Indeed, the division within Fox News is a microcosm of a larger trend. On some level, many staffers recognize that the world in which O’Reilly and Ailes dominated is disappearing, too. During his heyday, of course, Ailes exhaled old-line G.O.P. mantra. Karl Rove was a regular visitor, and the exchange of ideas between the Roves of the world and Ailes created the modern Republican Party, or at least the one that existed through the Bush era. Now, things have gotten a lot more complicated. After years of general audience cohesion over a distaste for Barack Obama, we now have a Republican president whom a good portion of the Republican Party, and the Fox News audience, distrusts. At the same time, there are Trump devotees who believe Fox News hasn’t gone far enough, and who cringe every time Shep Smith or Bret Baier utter a critical word about him.

Video: Roger Ailes Through the Years

Under Ailes, the Fox News insider told me, the network was run like a political campaign, with ratings scrutinized on a daily basis like polling numbers. This created a lot of internal sparring, often between Hannity and Kelly, and Kelly and O’Reilly. These days, though, the competitors are coming from the outside, and not just the more liberal elements of the cable-news world. Fox News must contend with the continued balkanization of the right-wing media ecosystem, where Fox has to contend with ankle biters like Breitbart (whose former chairman and current White House chief strategist Steve Bannon reportedly shunned a dying wish request from Ailes to start a new outlet) and Alex Jones’s Infowars.

And there are larger threats on the horizon. “The door has been opened for someone like Sinclair to step up,” said Joel Cheatwood, the former president and chief content officer of The Blaze, and a former senior vice president at Fox News. Sinclair, of course, is in the process of purchasing Tribune Media, which, if successful, would give the combined companies coverage, through television stations, in a huge portion of the country. “Suddenly, you’d have a company that will come close to matching Fox, if not exceeding it in terms of coverage and distribution,” Cheatwood told me.

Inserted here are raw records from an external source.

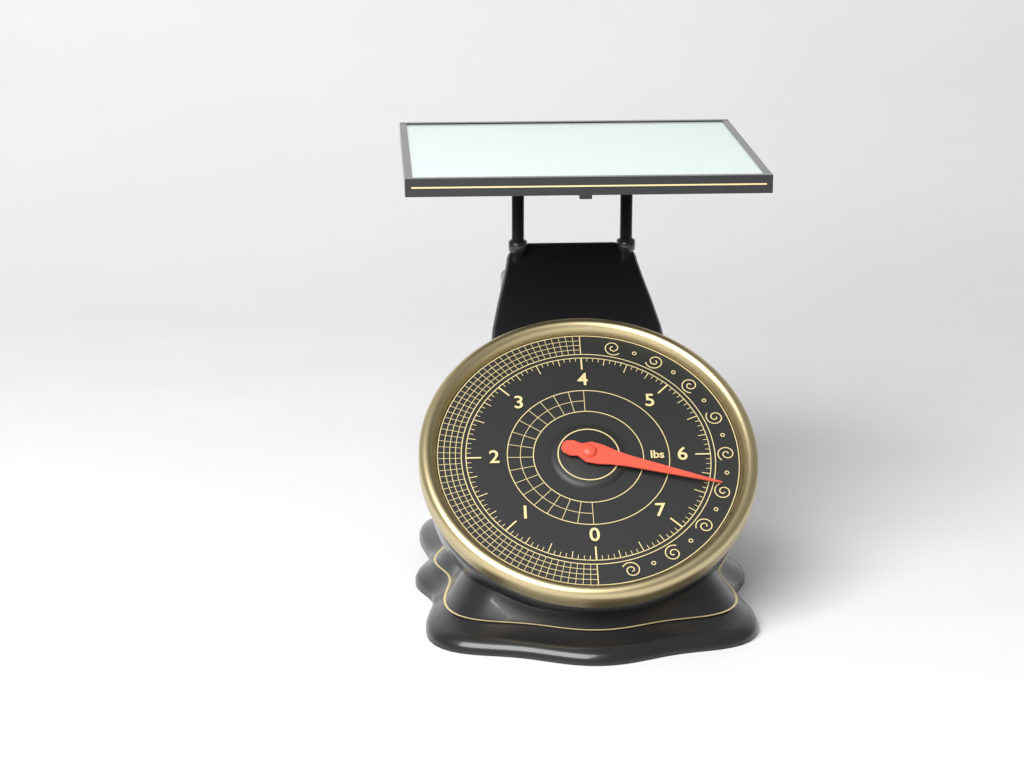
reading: 6.3750 lbs
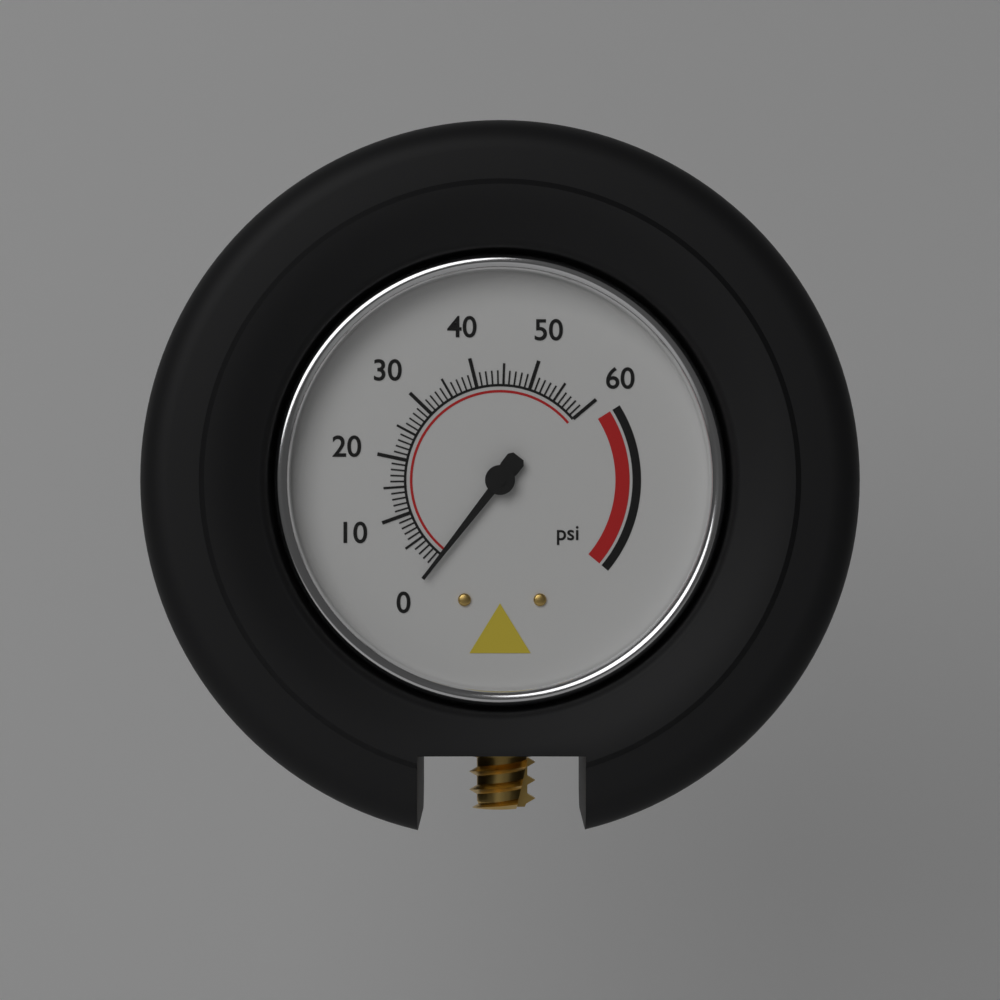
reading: 0 psi
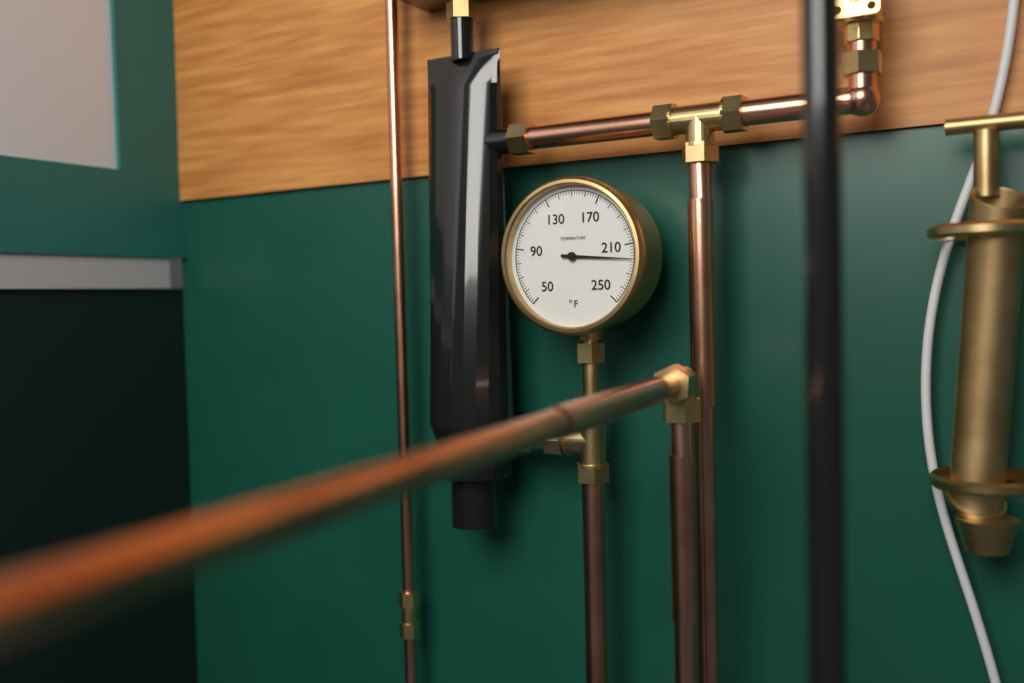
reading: 220 °F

All of this figured into how Fox News insiders watched their former colleague’s debut over the weekend at NBC. There were the typical petty comments. Her hair was too beachy, one told me; her makeup too flat. She didn’t follow up enough, and Putin stuck to his talking points. But it turns out that even in this regard, Fox News can occupy its own reality. Despite beating CBS’s 60 Minutes in the demo, and receiving some strong reviews, there was only faint praise among Fox insiders. “No one wishes her ill will,” one told me. “But I didn’t read any good reviews of her performance, let’s just say that.”

Correction: This article has been updated to accurately reflect the nature of Juan Williams' departure from The Washington Post.